From Wikipedia I saw that there is a symmetry of the Fourier transformation
$F(F(f))(x) = f(-x)$
This matches the graphical explanation of the (German) Youtube video (9:15 to 9:45).
I tried to see that symmetry in various tools, but somehow it does not match my expected result.
My input: [1, 0, 0, 0]
Expected output: [0, 0, 0, 1]
The example fft(fft([1,0,0,0]) in Wolfram Alpha produces [1, 0, 0, 0] as output.
The wxMaxima script
load(fft);
Input:[1,0,0,0];
Once: fft(Input);
Twice: fft(Once);
results in [0.25, 0, 0, 0].
So now I am confused twice:
- why do Wolfram and Maxima produce different output?
- where is the symmetry? Is it because of the optimization of FFT, so I should use DFT to get better results?
Your expected output is wrong. For the purpose of the Fourier transform, the array is
0-indexed. In terms of Fourier transform on finite groups, the first element is the value for the function evaluated on the identity element.
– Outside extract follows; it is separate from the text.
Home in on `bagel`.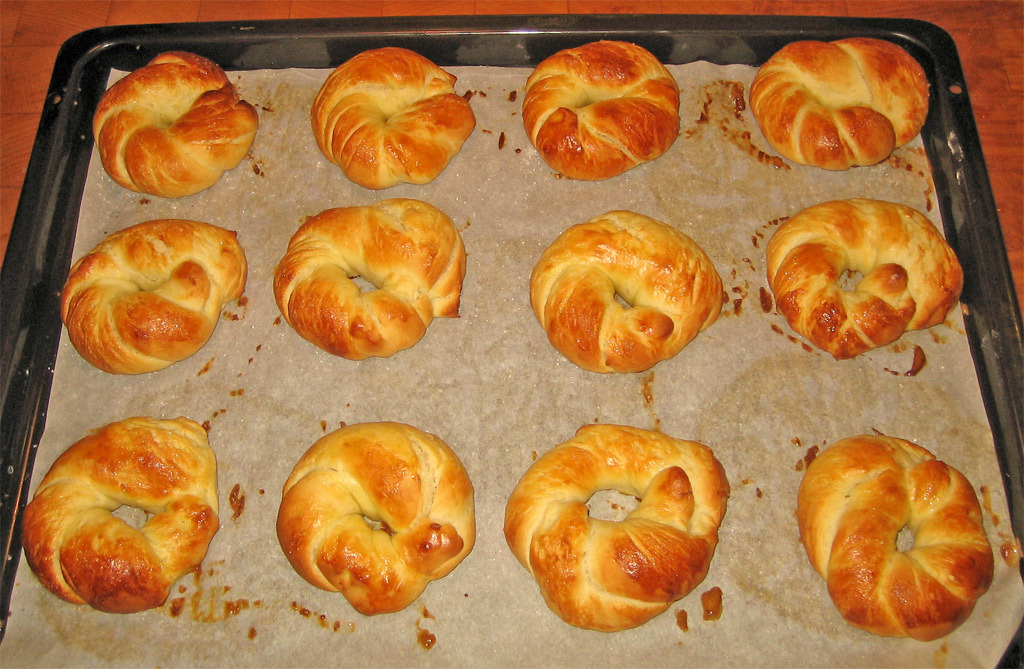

In any case, $-0 = 0$. So you should expect that the double Fourier transform of $$ [a,b,c,d] $$ to be $$ [a, d, c, b] $$Therefore Wolfram does it as expected.
There are two main ways of normalizing the Fourier transform (on finite groups). The first method (as assumed by Wikipedia and Wolfram), takes $$ \hat{f}(s) = \langle f(x), \chi_s(x) \rangle $$ where $\chi_s$ is the corresponding irreducible character (basically $e^{isx}$). Then the inverse transform is given by $$ f(x) = \frac{1}{|G|} \langle \hat{f}(s), \bar{\chi}_s(x)\rangle $$ where $|G|$ is the size of the group (the number of elements).
The other method is to make the two formulae more symmetrical by definiting the forward transform as $$ \hat{f}(s) = \frac{1}{\sqrt{|G|}} \langle f(x), \chi_s(x)\rangle $$ and now the inverse transform will also have just the square-root factor. Evidently Maxima chooses this latter normalisation which means that in its implementation $$ \mathcal{F}(\mathcal{F}(f))(x) = \left(\frac{1}{\sqrt{|G|}}\right)^2 f(-x) $$ which accounts for the difference of a factor of 4 (your group is of size 4).